We are using IEM for a while and I have some thought about fx (reverb) into the inear for the vocals.
Situation:
We have 3 vocals.
When you have your iem mix as a singer you have the other vocals at a lower volume in your ears.
We have routed all the vocals to one FX as reverb for vocal only voor IEM. So it is not that DRY
As my understanding, you only have in SQ4U the FXreturn as control.
So when you lower a other vocal for your IEM the reverb stay’s the same, but if you lower the FX return you lower the complete F, not one person.
My question is:
Is there a way when changing the volume of a other vocal in your IEM mix that the fx send of that vocal channel into the effect stays in proportion to its volume? So you will not end up with only the reverb of that vocal in you IEM mix?
If I understand your question correctly:
It’s obviously not possible to get three different FX mixes (for your three IEMs) with a single FX engine.
No matter how you adjust the vocalists’ three FX sends, there’s only one mix to one FX return.
Generally a vocal FX group like you are describing is set up with “post fader” sends. This way when the person changes the fader of a vocal channel in the FOH mix, it also changes the relative volume in the FX group as well. However when set up like this, this post fader setup follows the FOH faders. It does not follow the individual vocal channel levels in the individual aux buss mixes.
If you ‘really’ want vocal reverb in the IEMs, and you want the vocalist to be able to adjust the vocal reverb mix as well as their dry mix, you will have to assign one FX unit to each vocalist IEM.
Do they really want this? If you can get rid of the requirement, the requirement goes away…
Just wondering whether there is a half-way-house by taking the output from one FX unit (used for vocal reverb) and feeding it back into an input channel (either analogue or - more preferable - digital).
The vocalist will not be able to adjust the relative mix of vocalists feeding the FX unit, but will have separate control of the overall FX reverb in their AUX/IEM.
I can make a special IEM reverb channel with all the vocals with the same level of reverb. They can use the return as control.
But there is a situation with the backing vocals that have to accept. The lead singer has for (extreme)example his own voice @ 100% and the backing @ 50%. So the lead singer has to accept the backing will have probably too much reverb. The same for the backing vocal, they should have to accept that the lead singer probably have too much reverb.
The fx send of this separate fx channel I will configure pre fader. So FOH does not have effect on it. A stable reverb but not always balanced. Just for a touch of reverb but not too much.
I would probably create two FX groups - one for the lead singer vocal FX (with only their vocal going to that group) and one for the backup singers FX effects (with all of the backup singers going into that group).
These would still be set up as “post fader” sends and set so that any changes to the individual FOH vocal faders would change the relative volume of the vocal FX in the mix. This would mean that FOH would have one more FX fader to worry about, but you could easily set up a Vocal FX DCA group that included both the lead singer FX group and the backup singer FX group if that would be easier to manage.
Now for the IEM, each musician would have two vocal FX faders available - one that would only affect the lead signers FX level in their IEM and one that would affect the FX level of all the backup singers in their IEM.
Overall I think that is a good compromise where the lead singer can dial in their FX volume independently of the backup vocalist’s FX volume.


• [YOUR TASK]: Give the lines again exactly as they appear below, from the line with "what is the bounding box for human head?" to the line with "click and drag", both included, and only those lines. Leave every picture out.

• [DATA FOR THE TASK]:
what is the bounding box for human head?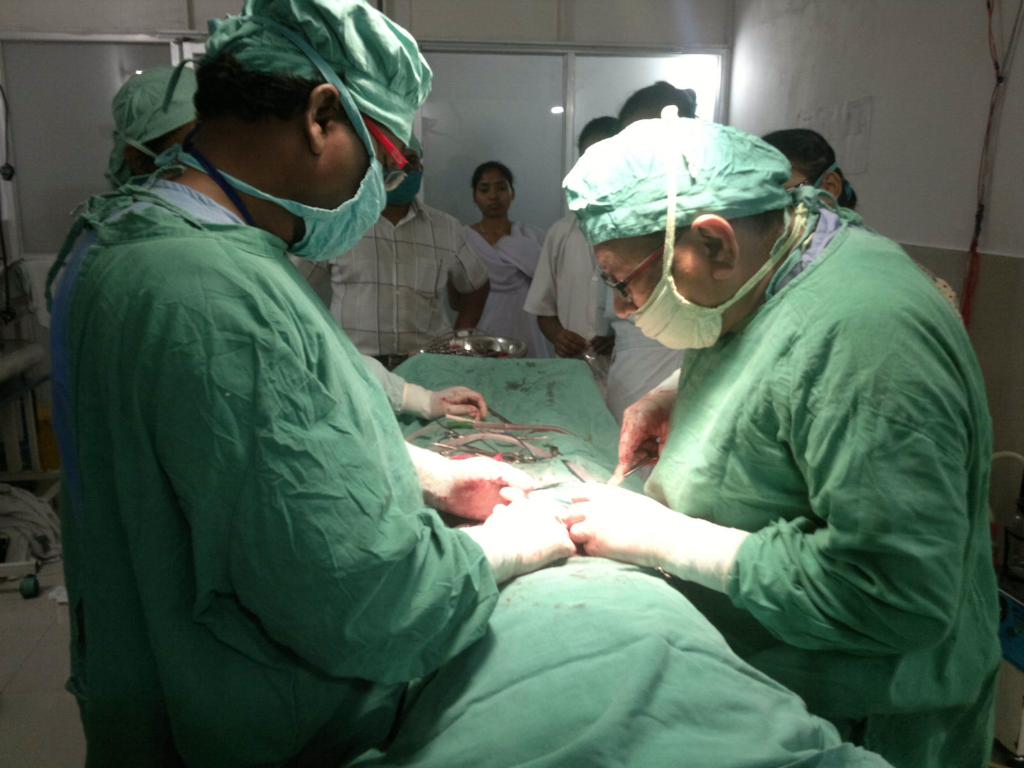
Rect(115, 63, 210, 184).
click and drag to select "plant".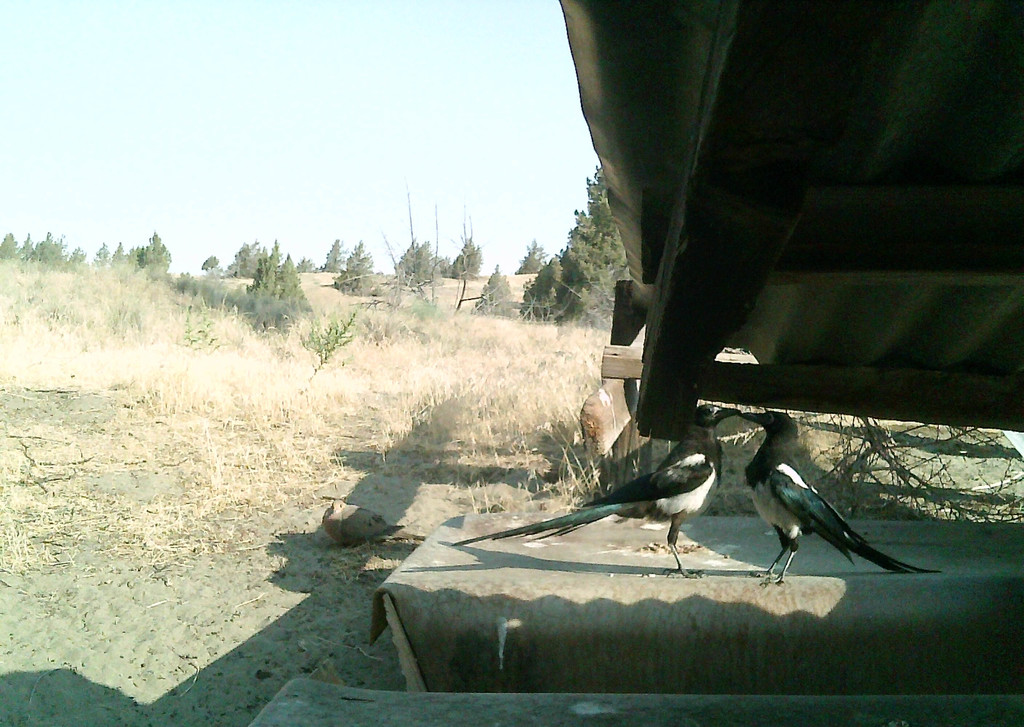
==
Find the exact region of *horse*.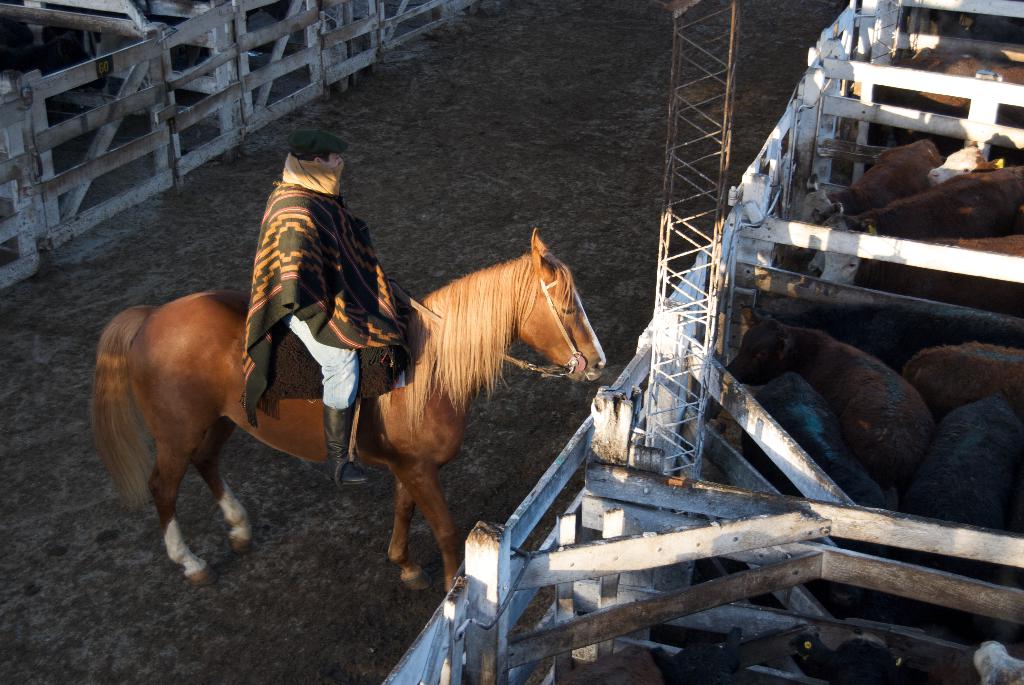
* * *
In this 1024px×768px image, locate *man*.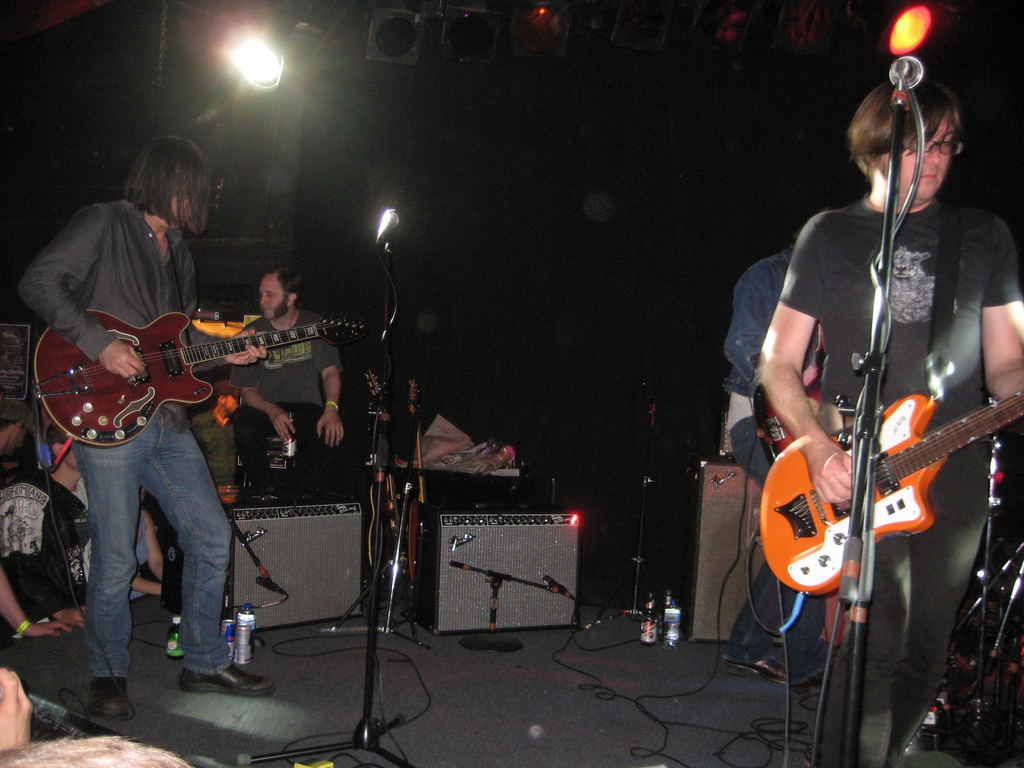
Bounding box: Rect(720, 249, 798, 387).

• [TASK OUTPUT]:
what is the bounding box for human head?
Rect(115, 63, 210, 184).
click and drag to select "plant".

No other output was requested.